= DATA SUPPLIED =
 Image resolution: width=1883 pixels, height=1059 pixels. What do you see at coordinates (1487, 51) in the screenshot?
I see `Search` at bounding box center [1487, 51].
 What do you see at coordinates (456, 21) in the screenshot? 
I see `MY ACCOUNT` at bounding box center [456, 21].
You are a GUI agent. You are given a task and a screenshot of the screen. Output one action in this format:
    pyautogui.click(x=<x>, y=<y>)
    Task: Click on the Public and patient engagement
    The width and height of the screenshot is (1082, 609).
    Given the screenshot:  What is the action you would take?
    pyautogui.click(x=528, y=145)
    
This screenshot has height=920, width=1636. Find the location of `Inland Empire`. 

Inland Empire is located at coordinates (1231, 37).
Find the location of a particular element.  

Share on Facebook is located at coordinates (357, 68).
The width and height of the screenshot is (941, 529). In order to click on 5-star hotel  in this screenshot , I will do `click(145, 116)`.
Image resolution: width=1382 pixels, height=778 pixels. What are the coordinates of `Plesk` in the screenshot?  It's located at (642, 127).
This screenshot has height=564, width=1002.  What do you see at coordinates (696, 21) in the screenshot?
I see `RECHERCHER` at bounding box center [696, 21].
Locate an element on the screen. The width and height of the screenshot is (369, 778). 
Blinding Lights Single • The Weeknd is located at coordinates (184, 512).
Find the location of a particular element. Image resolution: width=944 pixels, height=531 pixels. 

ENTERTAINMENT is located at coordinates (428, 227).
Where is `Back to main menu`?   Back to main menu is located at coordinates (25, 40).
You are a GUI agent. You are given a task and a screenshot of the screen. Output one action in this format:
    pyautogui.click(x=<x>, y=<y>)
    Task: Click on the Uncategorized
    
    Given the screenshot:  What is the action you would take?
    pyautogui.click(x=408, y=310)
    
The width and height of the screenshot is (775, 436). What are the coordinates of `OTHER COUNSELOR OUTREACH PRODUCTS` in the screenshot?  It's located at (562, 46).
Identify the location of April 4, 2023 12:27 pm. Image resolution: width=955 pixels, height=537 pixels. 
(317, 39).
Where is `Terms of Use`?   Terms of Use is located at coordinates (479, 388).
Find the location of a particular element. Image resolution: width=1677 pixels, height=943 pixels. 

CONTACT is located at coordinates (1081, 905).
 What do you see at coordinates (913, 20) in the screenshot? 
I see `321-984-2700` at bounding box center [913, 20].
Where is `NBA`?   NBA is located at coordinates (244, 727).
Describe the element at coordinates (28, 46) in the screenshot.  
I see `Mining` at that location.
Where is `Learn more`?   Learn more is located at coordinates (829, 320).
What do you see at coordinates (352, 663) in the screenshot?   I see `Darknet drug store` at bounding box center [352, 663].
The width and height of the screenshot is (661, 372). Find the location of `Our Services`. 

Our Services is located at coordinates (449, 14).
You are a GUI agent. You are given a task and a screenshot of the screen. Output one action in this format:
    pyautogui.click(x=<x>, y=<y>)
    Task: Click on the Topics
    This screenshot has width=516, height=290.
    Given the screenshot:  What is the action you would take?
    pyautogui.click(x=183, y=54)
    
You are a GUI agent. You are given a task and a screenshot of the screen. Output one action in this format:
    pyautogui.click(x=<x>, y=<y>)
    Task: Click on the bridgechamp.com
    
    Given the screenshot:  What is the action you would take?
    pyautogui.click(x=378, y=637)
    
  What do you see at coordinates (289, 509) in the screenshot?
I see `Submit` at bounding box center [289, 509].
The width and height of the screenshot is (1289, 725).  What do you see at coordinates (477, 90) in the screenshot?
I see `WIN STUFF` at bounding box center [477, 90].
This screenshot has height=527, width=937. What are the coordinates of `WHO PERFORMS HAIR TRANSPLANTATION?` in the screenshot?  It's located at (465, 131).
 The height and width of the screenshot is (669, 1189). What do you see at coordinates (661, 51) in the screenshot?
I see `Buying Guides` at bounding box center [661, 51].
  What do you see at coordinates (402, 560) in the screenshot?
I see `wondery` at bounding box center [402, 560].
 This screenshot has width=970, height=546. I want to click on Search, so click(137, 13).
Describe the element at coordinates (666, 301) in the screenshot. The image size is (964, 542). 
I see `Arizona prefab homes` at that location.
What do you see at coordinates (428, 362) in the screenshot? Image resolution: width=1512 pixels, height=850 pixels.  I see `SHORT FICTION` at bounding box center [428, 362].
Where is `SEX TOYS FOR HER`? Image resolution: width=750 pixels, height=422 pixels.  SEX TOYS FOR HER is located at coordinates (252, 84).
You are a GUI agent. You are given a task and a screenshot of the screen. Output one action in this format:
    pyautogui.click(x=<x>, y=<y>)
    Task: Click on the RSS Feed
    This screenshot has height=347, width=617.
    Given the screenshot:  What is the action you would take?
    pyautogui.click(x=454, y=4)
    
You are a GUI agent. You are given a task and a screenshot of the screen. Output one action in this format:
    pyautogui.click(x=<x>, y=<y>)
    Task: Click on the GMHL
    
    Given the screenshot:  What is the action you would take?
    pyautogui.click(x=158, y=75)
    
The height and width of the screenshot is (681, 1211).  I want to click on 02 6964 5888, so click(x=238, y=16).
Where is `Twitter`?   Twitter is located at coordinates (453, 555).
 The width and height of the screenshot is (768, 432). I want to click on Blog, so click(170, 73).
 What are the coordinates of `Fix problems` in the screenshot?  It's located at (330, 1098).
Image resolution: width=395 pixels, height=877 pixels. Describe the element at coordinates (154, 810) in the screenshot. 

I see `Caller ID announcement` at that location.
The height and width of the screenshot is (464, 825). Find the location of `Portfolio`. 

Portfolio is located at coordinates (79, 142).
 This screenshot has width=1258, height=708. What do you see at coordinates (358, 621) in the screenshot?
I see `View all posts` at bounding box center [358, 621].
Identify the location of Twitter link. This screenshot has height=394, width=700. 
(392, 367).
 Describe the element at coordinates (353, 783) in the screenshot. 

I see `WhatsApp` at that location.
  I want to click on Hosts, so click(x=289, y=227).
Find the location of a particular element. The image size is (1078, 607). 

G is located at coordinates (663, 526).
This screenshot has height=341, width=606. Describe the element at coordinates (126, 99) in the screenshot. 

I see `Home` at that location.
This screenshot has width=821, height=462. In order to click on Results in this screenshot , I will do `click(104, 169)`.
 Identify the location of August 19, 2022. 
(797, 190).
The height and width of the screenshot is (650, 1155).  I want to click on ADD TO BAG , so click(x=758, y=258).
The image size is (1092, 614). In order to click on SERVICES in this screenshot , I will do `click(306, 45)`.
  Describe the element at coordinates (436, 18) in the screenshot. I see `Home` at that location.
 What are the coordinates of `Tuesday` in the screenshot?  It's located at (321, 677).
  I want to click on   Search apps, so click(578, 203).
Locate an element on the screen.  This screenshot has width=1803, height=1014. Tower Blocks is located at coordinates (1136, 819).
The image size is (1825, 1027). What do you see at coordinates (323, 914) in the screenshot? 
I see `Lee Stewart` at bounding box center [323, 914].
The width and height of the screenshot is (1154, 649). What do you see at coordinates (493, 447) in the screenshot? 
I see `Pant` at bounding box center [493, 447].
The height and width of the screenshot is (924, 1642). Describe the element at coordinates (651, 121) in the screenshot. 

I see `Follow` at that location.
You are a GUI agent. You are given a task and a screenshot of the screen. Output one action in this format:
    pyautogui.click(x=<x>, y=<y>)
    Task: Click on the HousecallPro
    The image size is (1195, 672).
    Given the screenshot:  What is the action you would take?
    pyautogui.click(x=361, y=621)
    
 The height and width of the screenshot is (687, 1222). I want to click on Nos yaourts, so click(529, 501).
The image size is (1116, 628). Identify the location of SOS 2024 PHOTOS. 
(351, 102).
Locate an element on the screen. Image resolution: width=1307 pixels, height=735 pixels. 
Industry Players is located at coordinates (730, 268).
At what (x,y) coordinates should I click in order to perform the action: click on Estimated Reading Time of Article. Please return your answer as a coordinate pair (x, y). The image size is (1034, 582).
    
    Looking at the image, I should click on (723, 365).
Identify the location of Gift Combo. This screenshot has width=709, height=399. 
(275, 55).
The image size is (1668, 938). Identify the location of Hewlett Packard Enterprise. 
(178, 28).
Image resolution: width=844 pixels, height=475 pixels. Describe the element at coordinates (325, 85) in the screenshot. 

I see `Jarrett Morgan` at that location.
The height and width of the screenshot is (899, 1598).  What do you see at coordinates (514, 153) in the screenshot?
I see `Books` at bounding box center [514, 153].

= EXERCISE DIRECTIONS =
Starting at the line that contains "At what (x,y)", return every line through the last one above, exactly as written.

= OUTPUT OF THE EXERCISE =
At what (x,y) coordinates should I click in order to perform the action: click on Estimated Reading Time of Article. Please return your answer as a coordinate pair (x, y). The image size is (1034, 582).
    
    Looking at the image, I should click on (723, 365).
Identify the location of Gift Combo. This screenshot has width=709, height=399. 
(275, 55).
The image size is (1668, 938). Identify the location of Hewlett Packard Enterprise. 
(178, 28).
Image resolution: width=844 pixels, height=475 pixels. Describe the element at coordinates (325, 85) in the screenshot. 

I see `Jarrett Morgan` at that location.
The height and width of the screenshot is (899, 1598).  What do you see at coordinates (514, 153) in the screenshot?
I see `Books` at bounding box center [514, 153].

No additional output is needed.